Really though, the focus is not on faith or death but on love, specifically the love that sustained L’Engle and Franklin through forty years of marriage.  I grew up surrounded by wonderful examples of healthy, supportive long-term relationships and so the lessons L’Engle notes are ones I grew up hearing, especially “a long-term marriage has to move beyond chemistry to compatibility, to friendship, to companionship.  It is certainly not that passion disappears, but that it is conjured with other ways of love.”  That evolution wasn’t always easy but L’Engle recognizes that the difficult years played just as much of a role in cementing their marriage as the happy ones:

Our love has been anything but perfect and anything but static.  Inevitably there have been times when one of us has outrun the other and has had to wait patiently for the other to catch up.  There have been times when we have misunderstood each other, demanded too much of each other, been insensitive to the other’s needs.  I do not believe there is any marriage where this does not happen.  The growth of love is not a straight line, but a series of hills and valleys.  I suspect that in every good marriage there are times when love seems to be over.  Sometimes these desert lines are simply the only way to the next oasis, which is far more lush and beautiful after the desert crossing than it could possibly have been without.

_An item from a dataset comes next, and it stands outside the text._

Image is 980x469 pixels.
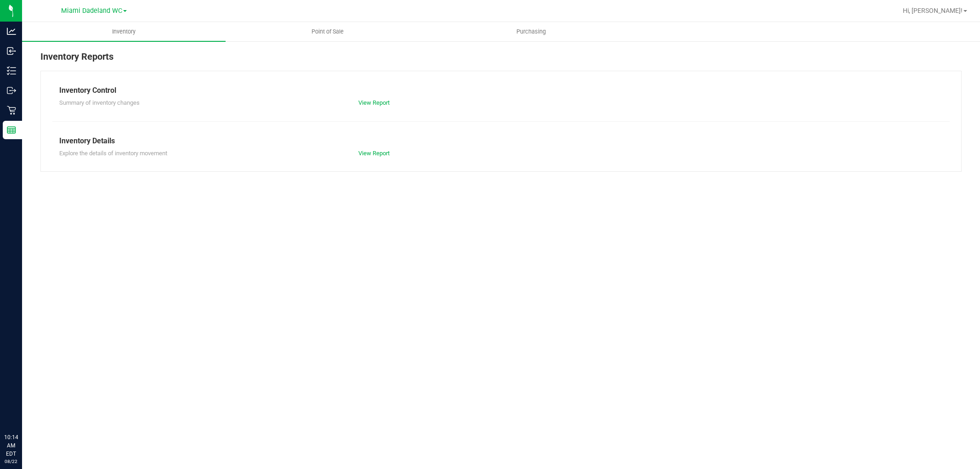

Throughout the book, L’Engle embraces all that life has to offer, both the joys and the pains.  I was struck by the warmth and love that filled her life, obviously in her marriage but also in the close bonds she maintained with her three children and grandchildren, and her many friends and godchildren.  She and Franklin seem to have had a gift for loving and accepting others and there was a real sense of tenderness in all their relationships, both the long term ones and even the short term ones with Franklin’s dedicated team of nurses and doctors.  I was left with a longing to belong to the Franklin/L’Engle circle of friends – it sounds like a wonderful group to be part of and their marriage, rock solid but always evolving, was at the heart of it.